Séminaire scientifique

Microbial Effectorome

Microbial Effectorome: A Swiss army knife for unravelling multidimensional host-microbe interactions

06 December 2018

Sophia Antipolis - Inra PACA - Room A010

As part of the scientific animation of Institut Sophia Agrobiotech, IPO team invite Gul Shad Ali, Assistant Professor, University of Florida: "Microbial Effectorome: A Swiss army knife for unravelling multidimensional host-microbe interactions"

Abstract

It is well-established that most plant pathogens produce a plethora of structurally different virulence effector proteins that are translocated into plant cells, where they manipulate multiple host cell processes for facilitating infection, reproduction and spread.  Genome analyses of many prokaryotic and eukaryotic plant pathogens have revealed unprecedented functional and structural diversity and complexity in these effectors.  Although genetic, molecular, structural and high throughput ‘omics’ approaches have led to significant advances in understanding a small number of these effectors, a holistic mechanistic understanding of a vast majority of them remains unexplored. Using high throughput transcriptomics and protein-protein interaction assays together with high throughput gene cloning and phenomics approaches, we are functionally analyzing effectors of oomycetes, bacteria and viruses. Findings from our lab together with those of others show that several effectors from diverse microbial pathogens converge on similar host proteins involved  in transcription, cytoskeleton, protein degradation, autophagy and cell signaling pathways, which I will discuss in my talk.  In addition, I will also discuss how to use effectors in investigating their plant and insect host targets using yeast-two hybrid analyses, bimolecular fluorescence complementation assays and genetic approaches.  I will also present some data from our lab on utilizing effectors of oomycetes and bacteria in accelerating identification and cloning of R genes using a recently developed ‘effectoromics’ approach.  In summary, fueled by unprecedented developments in metabolomics, transcriptomics, genomics and epigenomics, we have a chance to use pathogen effectors as a Swiss army knife not only for understanding molecular mechanisms of multidimensional interaction of hosts, microbes and environments, but also for discovering resistance genes and antimicrobial compounds and developing rapid diagnostic assays.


▶ **What is being asked**:
Reproduce the records below exactly as given.

• • •

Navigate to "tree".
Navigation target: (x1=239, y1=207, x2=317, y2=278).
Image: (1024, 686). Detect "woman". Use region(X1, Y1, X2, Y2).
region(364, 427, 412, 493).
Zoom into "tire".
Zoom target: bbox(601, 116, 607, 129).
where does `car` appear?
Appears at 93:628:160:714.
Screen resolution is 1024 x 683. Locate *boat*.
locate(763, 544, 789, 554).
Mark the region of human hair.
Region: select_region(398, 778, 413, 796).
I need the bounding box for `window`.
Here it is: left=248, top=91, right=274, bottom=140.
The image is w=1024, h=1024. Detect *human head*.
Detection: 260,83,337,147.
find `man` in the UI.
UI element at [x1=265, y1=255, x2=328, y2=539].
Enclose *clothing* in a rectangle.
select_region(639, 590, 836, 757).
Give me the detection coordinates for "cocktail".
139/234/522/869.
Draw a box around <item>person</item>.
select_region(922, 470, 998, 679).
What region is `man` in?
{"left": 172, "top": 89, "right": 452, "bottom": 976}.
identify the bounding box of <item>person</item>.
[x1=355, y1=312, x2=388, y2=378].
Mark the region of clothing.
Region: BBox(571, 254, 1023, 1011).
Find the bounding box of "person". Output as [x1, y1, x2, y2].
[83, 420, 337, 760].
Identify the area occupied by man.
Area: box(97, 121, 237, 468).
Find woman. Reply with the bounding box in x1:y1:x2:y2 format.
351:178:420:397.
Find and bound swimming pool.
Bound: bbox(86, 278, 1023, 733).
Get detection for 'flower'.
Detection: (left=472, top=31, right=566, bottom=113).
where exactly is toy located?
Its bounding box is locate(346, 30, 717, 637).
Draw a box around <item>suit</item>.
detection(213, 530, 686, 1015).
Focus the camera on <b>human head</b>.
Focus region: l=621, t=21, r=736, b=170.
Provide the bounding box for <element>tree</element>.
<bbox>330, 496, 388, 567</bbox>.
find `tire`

• • •

▶ **Finished task**:
Navigate to "tree".
Navigation target: (x1=239, y1=207, x2=317, y2=278).
Image: (1024, 686). Detect "woman". Use region(X1, Y1, X2, Y2).
region(364, 427, 412, 493).
Zoom into "tire".
Zoom target: bbox(601, 116, 607, 129).
where does `car` appear?
Appears at 93:628:160:714.
Screen resolution is 1024 x 683. Locate *boat*.
locate(763, 544, 789, 554).
Mark the region of human hair.
Region: select_region(398, 778, 413, 796).
I need the bounding box for `window`.
Here it is: left=248, top=91, right=274, bottom=140.
The image is w=1024, h=1024. Detect *human head*.
Detection: 260,83,337,147.
find `man` in the UI.
UI element at [x1=265, y1=255, x2=328, y2=539].
Enclose *clothing* in a rectangle.
select_region(639, 590, 836, 757).
Give me the detection coordinates for "cocktail".
139/234/522/869.
Draw a box around <item>person</item>.
select_region(922, 470, 998, 679).
What region is `man` in?
{"left": 172, "top": 89, "right": 452, "bottom": 976}.
identify the bounding box of <item>person</item>.
[x1=355, y1=312, x2=388, y2=378].
Mark the region of clothing.
Region: BBox(571, 254, 1023, 1011).
Find the bounding box of "person". Output as [x1, y1, x2, y2].
[83, 420, 337, 760].
Identify the area occupied by man.
Area: box(97, 121, 237, 468).
Find woman. Reply with the bounding box in x1:y1:x2:y2 format.
351:178:420:397.
Find and bound swimming pool.
Bound: bbox(86, 278, 1023, 733).
Get detection for 'flower'.
Detection: (left=472, top=31, right=566, bottom=113).
where exactly is toy located?
Its bounding box is locate(346, 30, 717, 637).
Draw a box around <item>suit</item>.
detection(213, 530, 686, 1015).
Focus the camera on <b>human head</b>.
Focus region: l=621, t=21, r=736, b=170.
Provide the bounding box for <element>tree</element>.
<bbox>330, 496, 388, 567</bbox>.
find `tire`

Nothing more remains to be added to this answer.